14. Conclusions¶
GHC's Runtime System can serve as a fully functional OpenMP runtime with zero measurable overhead compared to native libgomp. The implementation is a single ~1300-line C file using only public GHC RTS APIs — no GHC fork required.
The key architectural insights are:
- Capabilities as thread IDs:
cap->nodirectly maps toomp_get_thread_num() - Workers without Capabilities: After RTS registration, worker threads release their Capabilities. They execute C code as plain OS threads, invisible to GC.
- Reference-counted init:
hs_init_ghc()is idempotent, enabling transparent use from both C and Haskell hosts. - Lock-free synchronization is essential: The naive mutex+condvar implementation was 20–25x slower. Sense-reversing barriers and atomic generation counters brought it to parity.
- Bidirectional FFI works: OpenMP workers call Haskell
functions via
FunPtrwith ~0.5us overhead per invocation (automaticrts_lock/unlock), making it practical for coarse-grained callbacks.
This demonstrates that language runtimes can share threading infrastructure across FFI boundaries. A Haskell program can call OpenMP C code, with both sharing the same thread pool, the same CPU cores, and coexisting with GHC's garbage collector.
Beyond performance parity, unifying the runtimes enables a new programming model: Haskell and C code operating on the same data with type-safe guarantees. Linear tokens prove disjoint access at compile time, eliminating defensive synchronization. The type checker becomes a concurrency tool — data races are compile errors, not runtime surprises.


Restate word for word the lines below, from the one containing "This 1024 x" through the final line, with no pictures included.
▬▬▬▬▬▬▬▬▬▬
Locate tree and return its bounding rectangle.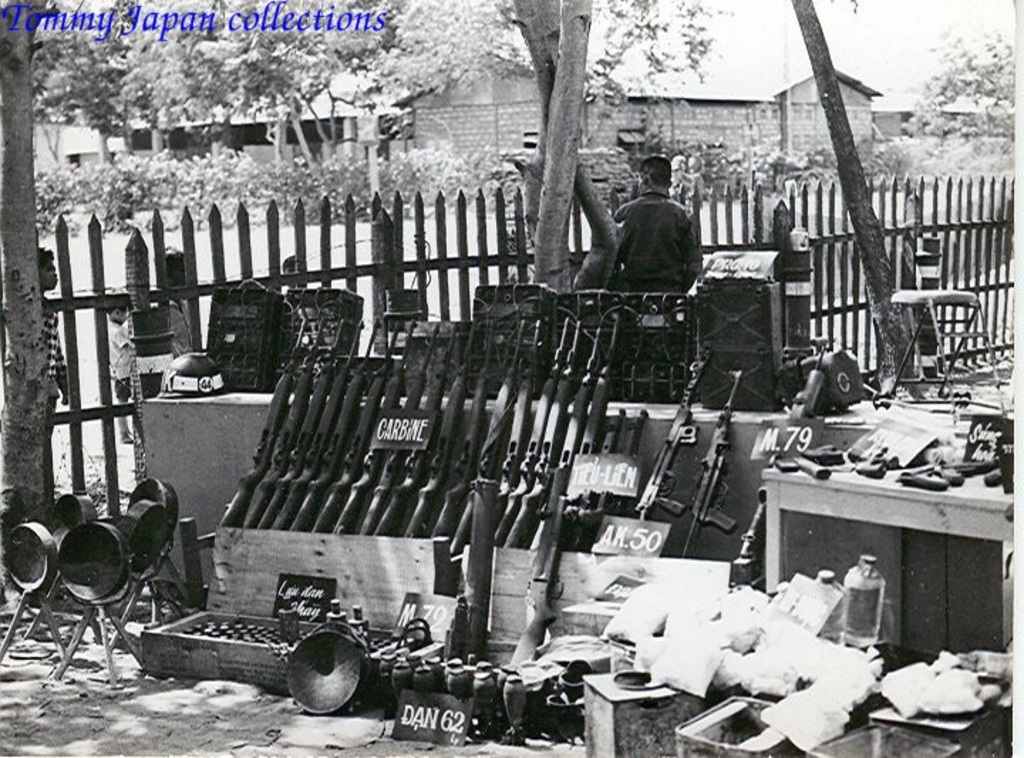
{"x1": 0, "y1": 0, "x2": 57, "y2": 603}.
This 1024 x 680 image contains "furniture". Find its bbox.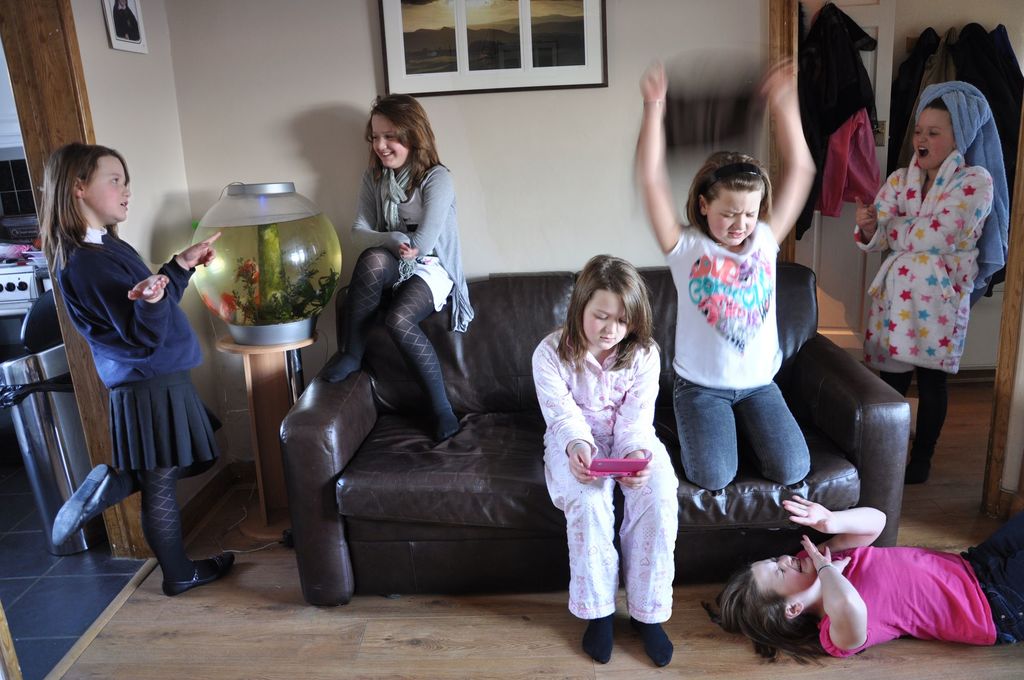
278,261,908,602.
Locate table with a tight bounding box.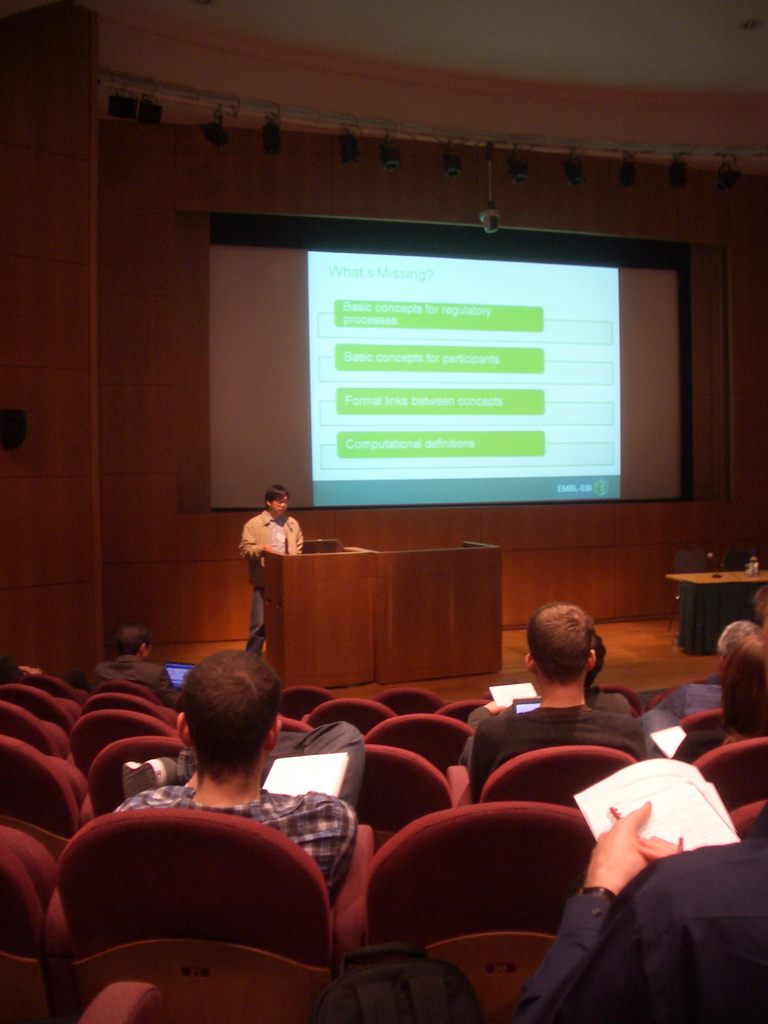
x1=366, y1=532, x2=509, y2=672.
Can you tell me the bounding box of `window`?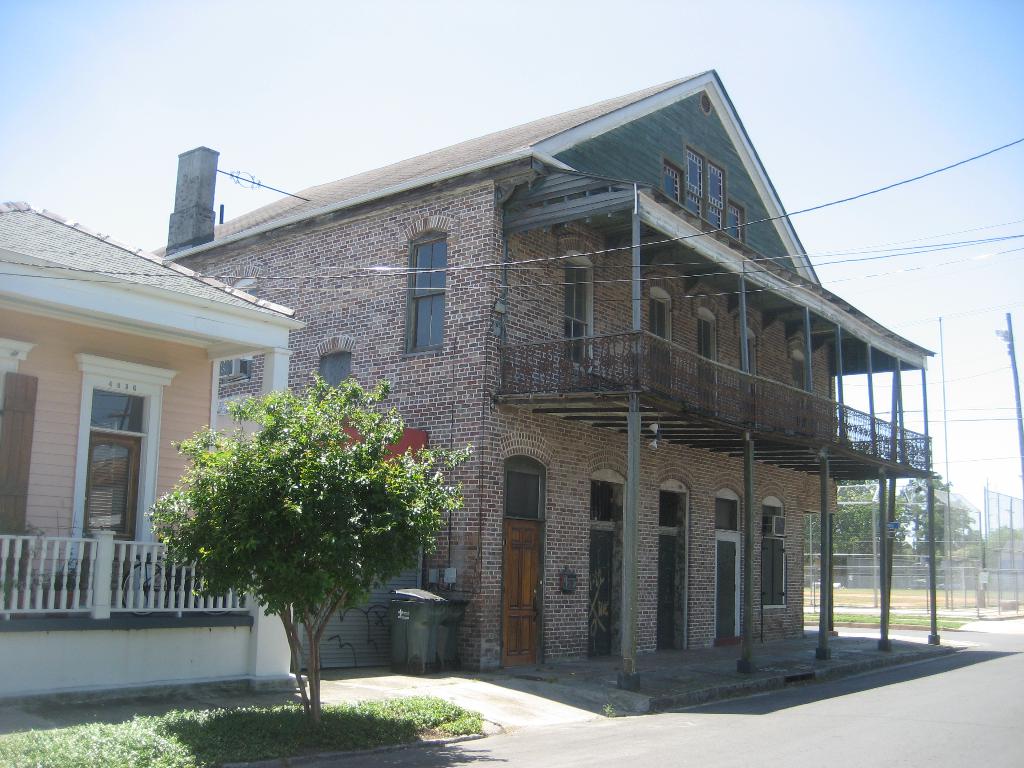
(x1=67, y1=355, x2=177, y2=596).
▬▬▬▬▬▬▬▬▬▬
[SOLVED EXERCISE]
This 1024 x 680 image contains "furniture". Find its bbox.
278,261,908,602.
Locate table with a tight bounding box.
x1=366, y1=532, x2=509, y2=672.
Can you tell me the bounding box of `window`?
(x1=67, y1=355, x2=177, y2=596).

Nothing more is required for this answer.